When Hurricane Irma devastated St Martin six months ago, few residents had Carnival in mind. But this year’s festival has become a symbol of rebirth for the island, Laura Dowrich reports

When Hurricane Irma completed her devastation of St Martin in September 2017, Austin Helliger was among hundreds left without a home. He couldn’t even find refuge in his parents’ house, as that too was destroyed. The businessman, who was on the verge of launching his own Carnival band, had second thoughts.

Post-Irma revealed apocalyptic scenes on the island, in which Dutch Sint Maarten shares a border with French Saint-Martin. Trees were uprooted, buildings destroyed, and leisure craft used by families and visitors on sunny weekend sailings were turned topsy-turvy, sometimes miles away from their original berth. Chaos erupted, as desperate residents began looting before the Dutch military were sent to enforce law and order. Carnival was one of the furthest things from most residents’ minds.

“The first couple of weeks, I was like, I don’t want to do this,” says Helliger of his Carnival band. “But I did a boat ride after the hurricane and it was amazing to see that four hundred people came and gave me their money. It was an emotional experience, and everyone was asking what the next event is.”

So come April, Helliger will make his debut in Sint Maarten’s forty-ninth Carnival. His will be one of the eight bands registered for the festival.

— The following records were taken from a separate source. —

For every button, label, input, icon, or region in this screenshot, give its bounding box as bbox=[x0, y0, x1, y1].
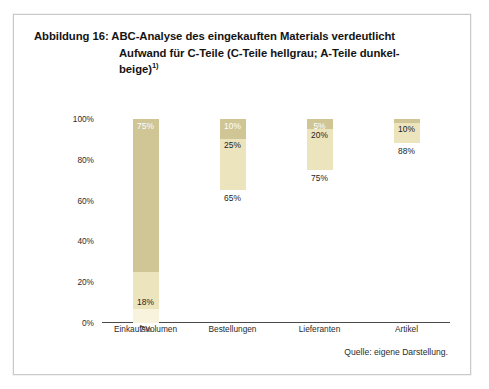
y-axis-tick-label: 80% bbox=[77, 155, 94, 165]
figure-title-line-3: beige)1) bbox=[34, 61, 454, 78]
figure-title-line-2: Aufwand für C-Teile (C-Teile hellgrau; A… bbox=[34, 45, 454, 62]
bar-stack: 75%18%7% bbox=[133, 119, 159, 323]
bar-segment[interactable]: 75% bbox=[133, 119, 159, 272]
bar-segment[interactable]: 10% bbox=[220, 119, 246, 139]
x-axis-category-label: Lieferanten bbox=[299, 324, 341, 334]
figure-frame: Abbildung 16: ABC-Analyse des eingekauft… bbox=[13, 14, 471, 375]
bar-segment-value-label: 75% bbox=[307, 173, 333, 183]
bar-segment[interactable]: 7% bbox=[133, 309, 159, 323]
bar-segment-value-label: 18% bbox=[133, 297, 159, 307]
figure-title-line-1: ABC-Analyse des eingekauften Materials v… bbox=[111, 30, 395, 42]
y-axis-tick-label: 0% bbox=[82, 318, 94, 328]
y-axis-tick-label: 40% bbox=[77, 236, 94, 246]
figure-title-footnote-marker: 1) bbox=[152, 61, 159, 70]
bar-segment-value-label: 10% bbox=[220, 121, 246, 131]
bar-segment-value-label: 25% bbox=[220, 140, 246, 150]
bar-column[interactable]: 75%18%7%Einkaufsvolumen bbox=[102, 119, 189, 323]
figure-label: Abbildung 16: bbox=[34, 30, 109, 42]
y-axis-tick-label: 20% bbox=[77, 277, 94, 287]
x-axis-category-label: Einkaufsvolumen bbox=[114, 324, 177, 334]
figure-title: Abbildung 16: ABC-Analyse des eingekauft… bbox=[34, 28, 454, 78]
figure-title-line-3-text: beige) bbox=[119, 63, 152, 75]
bar-segment[interactable]: 20% bbox=[307, 129, 333, 170]
bar-segment-value-label: 20% bbox=[307, 130, 333, 140]
bar-segment[interactable]: 18% bbox=[133, 272, 159, 309]
bar-segment-value-label: 65% bbox=[220, 193, 246, 203]
bar-segment-value-label: 75% bbox=[133, 121, 159, 131]
bar-column[interactable]: 5%20%75%Lieferanten bbox=[276, 119, 363, 323]
bar-stack: 2%10%88% bbox=[394, 119, 420, 143]
x-axis-category-label: Artikel bbox=[395, 324, 418, 334]
x-axis-category-label: Bestellungen bbox=[209, 324, 257, 334]
bar-segment[interactable]: 10% bbox=[394, 123, 420, 143]
bar-segment-value-label: 10% bbox=[394, 124, 420, 134]
y-axis-tick-label: 100% bbox=[73, 114, 94, 124]
bar-segment-value-label: 88% bbox=[394, 146, 420, 156]
y-axis-tick-label: 60% bbox=[77, 196, 94, 206]
source-note: Quelle: eigene Darstellung. bbox=[344, 347, 448, 357]
bar-segment[interactable]: 25% bbox=[220, 139, 246, 190]
bar-segment[interactable]: 5% bbox=[307, 119, 333, 129]
bar-column[interactable]: 10%25%65%Bestellungen bbox=[189, 119, 276, 323]
bar-stack: 10%25%65% bbox=[220, 119, 246, 190]
bar-stack: 5%20%75% bbox=[307, 119, 333, 170]
bar-column[interactable]: 2%10%88%Artikel bbox=[363, 119, 450, 323]
chart-plot-area: 0%20%40%60%80%100% 75%18%7%Einkaufsvolum… bbox=[102, 119, 462, 323]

Helliger’s determination to do his band reflects the bigger determination of the country to show the world they are open for business. This Carnival is being seen as a symbol of resilience and hope following the ravages of Irma.

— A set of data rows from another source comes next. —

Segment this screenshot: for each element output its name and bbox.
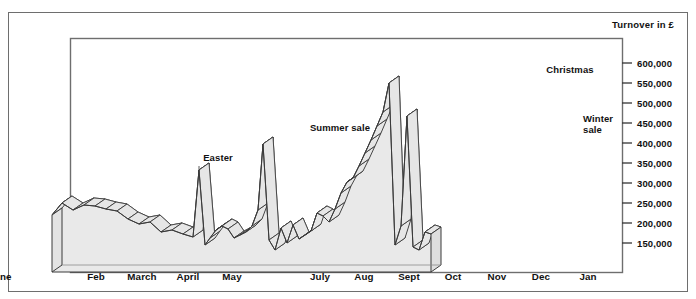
xtick-label-nov: Nov [488,271,507,282]
annotation-summer-sale: Summer sale [310,122,370,133]
ytick-label-200000: 200,000 [637,218,672,229]
chart-figure: Turnover in £ 600,000 550,000 500,000 45… [0,0,696,299]
ytick-label-300000: 300,000 [637,178,672,189]
ytick-label-350000: 350,000 [637,158,672,169]
ytick-label-250000: 250,000 [637,198,672,209]
xtick-label-feb: Feb [87,271,105,282]
xtick-label-april: April [177,271,200,282]
xtick-label-july: July [310,271,330,282]
annotation-winter-sale: Winter sale [583,113,615,135]
xtick-label-sept: Sept [398,271,420,282]
annotation-easter: Easter [203,152,233,163]
annotation-christmas: Christmas [546,64,593,75]
ytick-label-550000: 550,000 [637,78,672,89]
ytick-label-500000: 500,000 [637,98,672,109]
xtick-label-may: May [222,271,241,282]
turnover-area-chart [0,0,696,299]
xtick-label-jan: Jan [579,271,596,282]
y-axis-ticks [622,63,632,243]
ytick-label-150000: 150,000 [637,238,672,249]
ytick-label-400000: 400,000 [637,138,672,149]
xtick-label-aug: Aug [354,271,373,282]
xtick-label-dec: Dec [532,271,550,282]
series-left-endcap [52,208,62,272]
xtick-label-march: March [127,271,156,282]
xtick-label-oct: Oct [445,271,462,282]
xtick-label-june: June [0,271,12,282]
ytick-label-450000: 450,000 [637,118,672,129]
y-axis-title: Turnover in £ [612,19,674,30]
ytick-label-600000: 600,000 [637,58,672,69]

“We have so many people literally telling us every day that Carnival will happen, Carnival must happen. It’s an important and vital part of our culture and mental recovery. And though we may lose our material things, you cannot take away our spirit of enjoyment and togetherness,” said Alston Lourens, president of the Sint Maarten Carnival Development Foundation, after the board met to discuss the annual event a few weeks after Irma’s passage.

Carnival in Sint Maarten began on 11 November, 1970, Sint Maarten’s Day, to replicate the annual Carnival held in neighbouring St Thomas. When French Saint-Martin also started celebrating the holiday, the Dutch side moved its Carnival to 30 April, the Queen’s Birthday, with a Grand Carnival Parade.

Today the parade is still held on the Queen’s Birthday, but the festivities begin a month earlier — this year, from 12 April to 3 May. Most events take place in one central location, the Carnival Village, a stadium-like facility with shops and Caribbean cuisine, described as the only venue of its kind in the region.

Carnival ends with the burning of King Momo, a large effigy made of straw, wood, and plaster. Momo is a derivation of the Ancient Greek Momus, god of satire and mockery. King Momo represents the excess and wildness of Carnival, and gives people permission to break loose during the season.

And in 2018, the return of King Momo has a special significance: it means things are getting back to normal.

 

Funding provided by the 11th EDF Regional Private Sector Development Programme Direct Support Grants Programme.
The views expressed on this website are those of the the authors and do not reflect those of the Direct Support Grants Programme.